Enable topology in the native Kubernetes cluster in your vSphere environment. For more information, see Deploy vSphere Container Storage Plug-in with Topology

Procedure

  1. Create a StorageClass with the volumeBindingMode parameter set to WaitForFirstConsumer.
    kind: StorageClass
    apiVersion: storage.k8s.io/v1
    metadata:
      name: topology-aware-file-volume
    provisioner: csi.vsphere.vmware.com
    volumeBindingMode: WaitForFirstConsumer
  2. Create an application to use the StorageClass created previously.
    Instead of creating a volume immediately, the WaitForFirstConsumer setting instructs the volume provisioner to wait until a pod using the associated PVC runs through scheduling. In contrast with the Immediate volume binding mode, when the WaitForFirstConsumer setting is used, the Kubernetes scheduler drives the decision of which failure domain to use for volume provisioning using the pod policies.
    apiVersion: apps/v1
    kind: StatefulSet
    metadata:
      name: web
    spec:
      replicas: 2
      selector:
        matchLabels:
          app: nginx
      serviceName: nginx
      template:
        metadata:
          labels:
            app: nginx
        spec:
          affinity:
            nodeAffinity:
              requiredDuringSchedulingIgnoredDuringExecution:
                nodeSelectorTerms:
                - matchExpressions:
                  - key: topology.csi.vmware.com/k8s-zone
                    operator: In
                    values:
                    - zone-a
                    - zone-b
            podAntiAffinity:
              requiredDuringSchedulingIgnoredDuringExecution:
              - labelSelector:
                  matchExpressions:
                  - key: app
                    operator: In
                    values:
                    - nginx
                topologyKey: topology.csi.vmware.com/k8s-zone
          containers:
            - name: nginx
              image: gcr.io/google_containers/nginx-slim:0.8
              ports:
                - containerPort: 80
                  name: web
              volumeMounts:
                - name: www
                  mountPath: /usr/share/nginx/html
                - name: logs
                  mountPath: /logs
      volumeClaimTemplates:
        - metadata:
            name: www
          spec:
            accessModes: [ "ReadWriteMany" ]

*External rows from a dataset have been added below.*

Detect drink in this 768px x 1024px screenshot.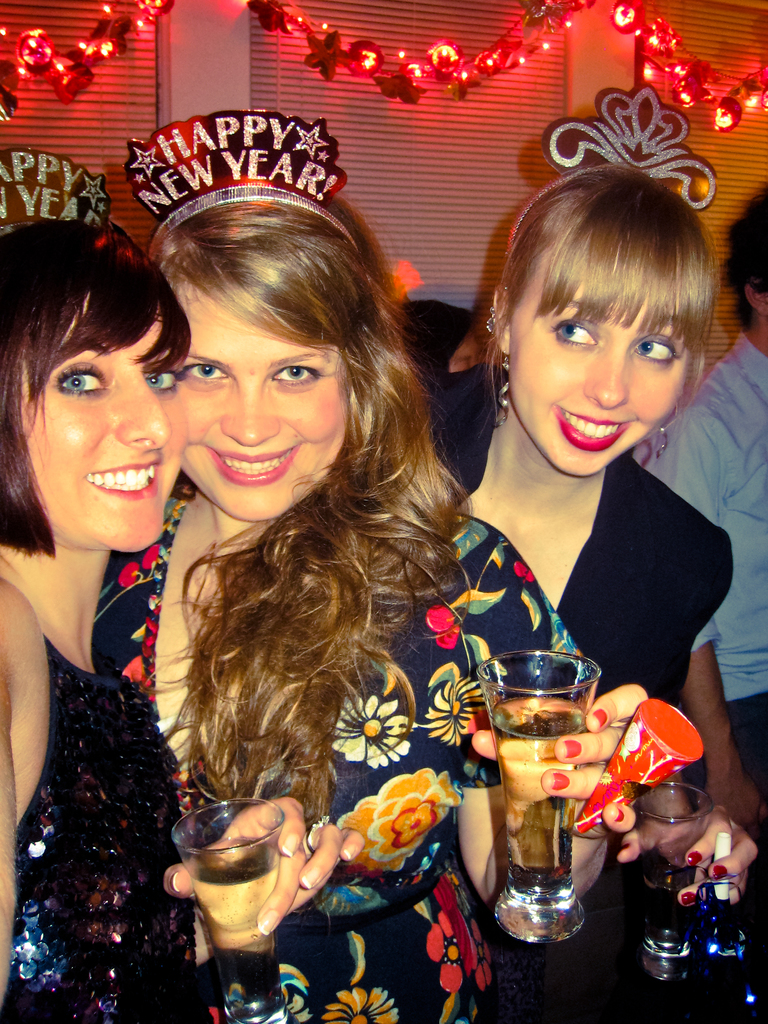
Detection: (643, 884, 692, 949).
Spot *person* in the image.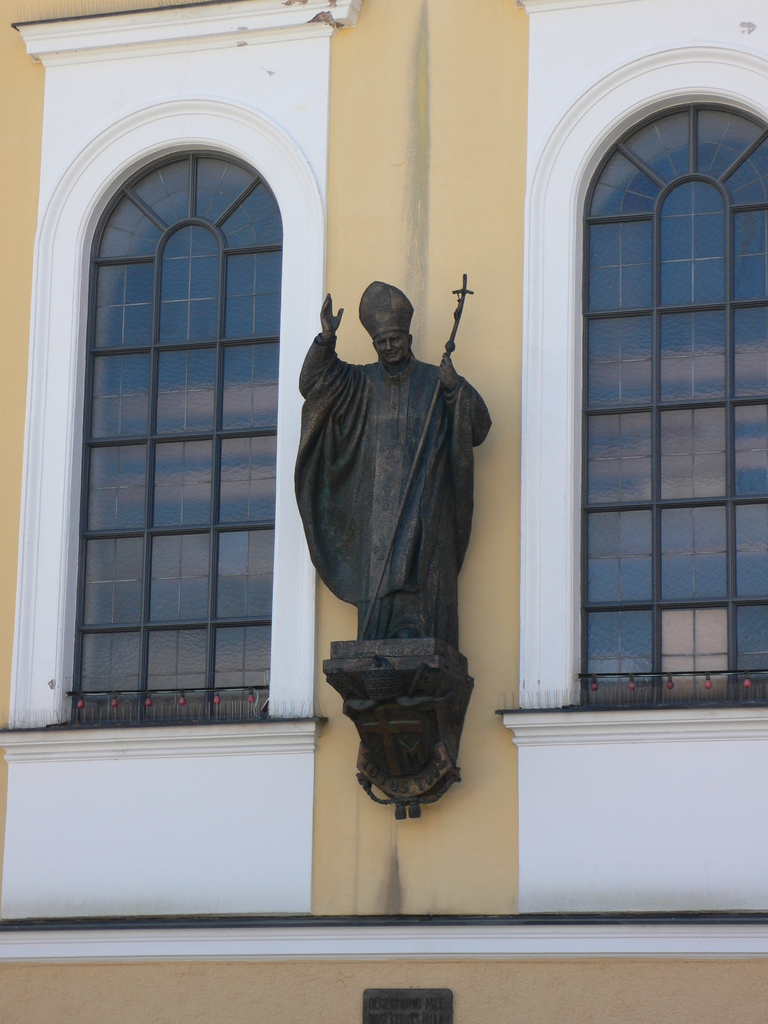
*person* found at x1=296, y1=279, x2=489, y2=646.
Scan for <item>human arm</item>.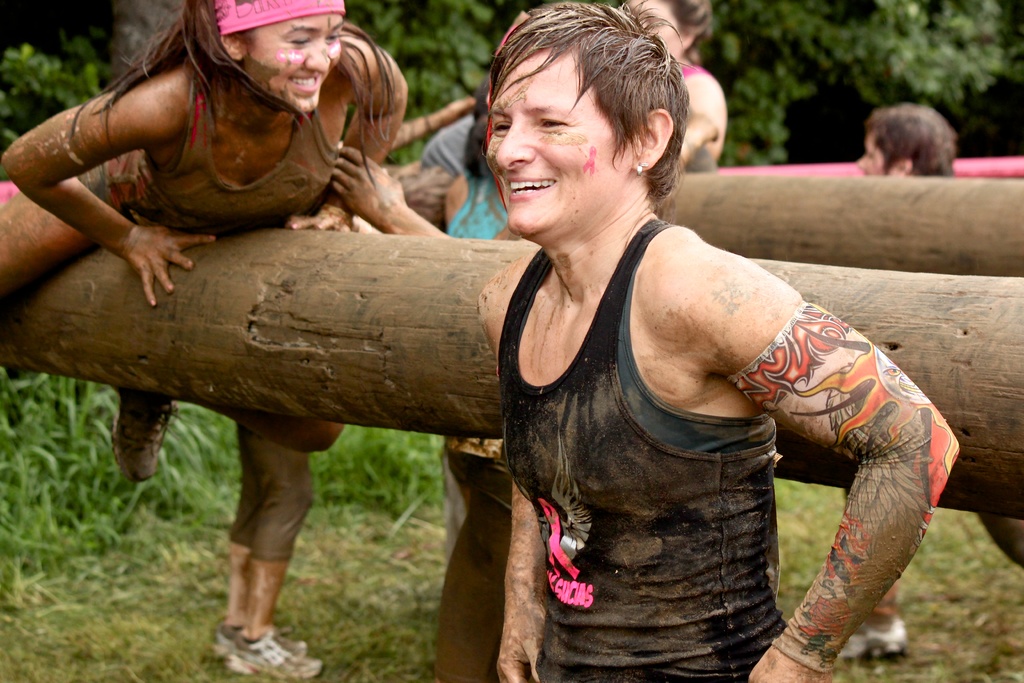
Scan result: 360, 90, 490, 153.
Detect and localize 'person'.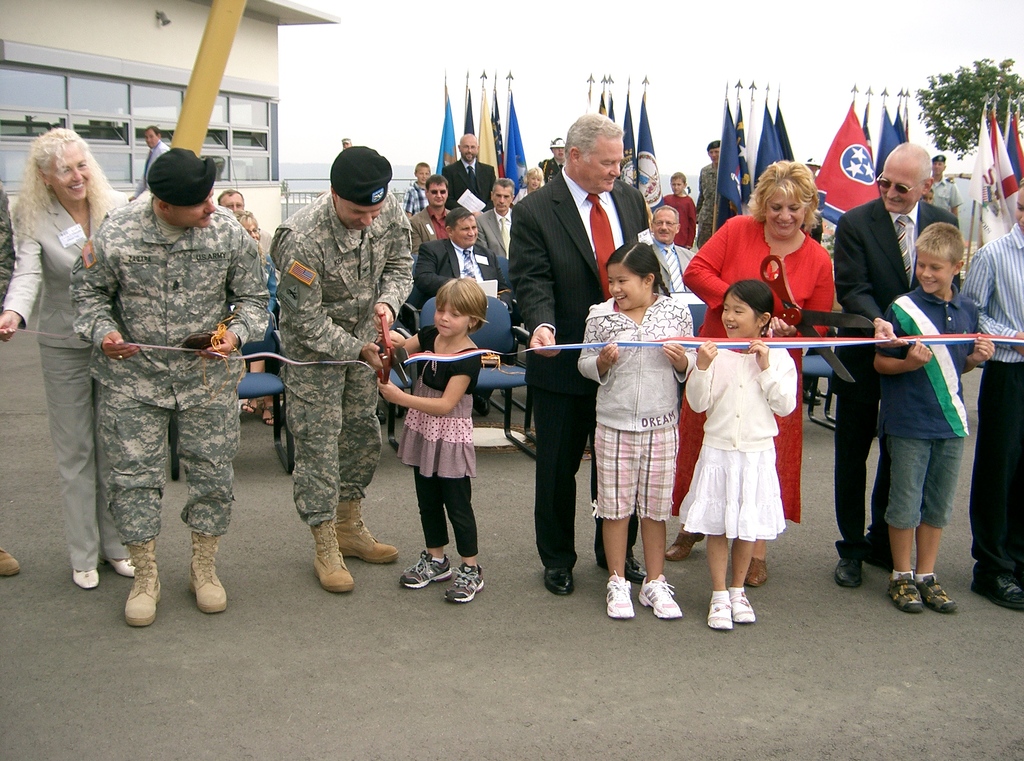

            storageClassName: topology-aware-file-volume
            resources:
              requests:
                storage: 2Gi
        - metadata:
            name: logs
          spec:
            accessModes: [ "ReadWriteMany" ]
            storageClassName: topology-aware-file-volume
            resources:
              requests:
                storage: 1Gi
  3. Verify that the statefulset is in the Running state and check that the pods are evenly distributed among the zone-a and zone-b.
    $  kubectl get statefulset
     NAME   READY   AGE
     web    2/2     3m51s
      
    $ kubectl get pods -o wide
    NAME                      READY   STATUS    RESTARTS   AGE     IP            NODE         NOMINATED NODE   READINESS GATES
    web-0                     1/1     Running   0          4m40s   10.244.3.21   k8s-node-2   <none>           <none>
    web-1                     1/1     Running   0          4m12s   10.244.4.25   k8s-node-1   <none>           <none>
      
    $ kubectl get node k8s-node-1 k8s-node-2 --show-labels
    NAME         STATUS   ROLES    AGE  VERSION   LABELS
    k8s-node-1   Ready    <none>   2d   v1.21.1   topology.csi.vmware.com/k8s-region=region-1,topology.csi.vmware.com/k8s-zone=zone-a
    k8s-node-2   Ready    <none>   2d   v1.21.1   topology.csi.vmware.com/k8s-region=region-1,topology.csi.vmware.com/k8s-zone=zone-b
    Note that the node affinity rules are not published on the PV.